Georgia Looks To Grenada To Help Ease Doctor Shortage
Georgia is taking steps to address its ongoing doctor shortage. Recently, the state’s composite medical board decided to let students from St. George’s University in Grenada finish their clinical training in Georgia. It’s part of an effort to get more primary care physicians to practice in underserved areas.
One reason for Georgia’s shortage: physicians tend to practice where they’re trained, says SGU President G. Richard Olds.
“They key to Georgia to solve your physician shortage, is you need to make sure that students are being recruited into medical school from the areas of Georgia that have the greatest shortages,” Olds says.
That’s what SGU does, he says. The school recruits medical students from areas in the U.S. that need doctors. The students spend their first two years in medical school at SGU. Then they return to do clinical rotations where they’re from. The hope is that they’ll stay in those areas to practice.
SGU will do the same thing in Georgia, Olds says.

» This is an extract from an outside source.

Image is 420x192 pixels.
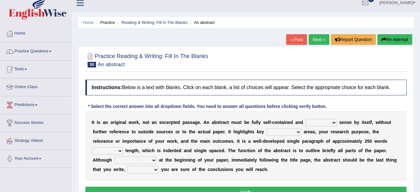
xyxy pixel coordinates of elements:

“Our plan, in fact, would be to recruit students from Georgia,” he says. “More specifically, [we would] recruit students that come from the areas of Georgia that have the greatest shortages, and then devise ways to get them back to do part of their medical training in affiliated hospitals, and ultimately, take and accept residencies in the state of Georgia in order that they stay and practice.”
Olds says 75 percent of SGU’s medical school graduates go into primary care, which is an area of need in Georgia. Although he hopes this will help, Olds says the most efficient way to solve the state’s shortage would be to add more residency slots.
State lawmakers have identified this as a problem they need to address. However, whether the state is able to do that may depend on its ability to secure federal funding.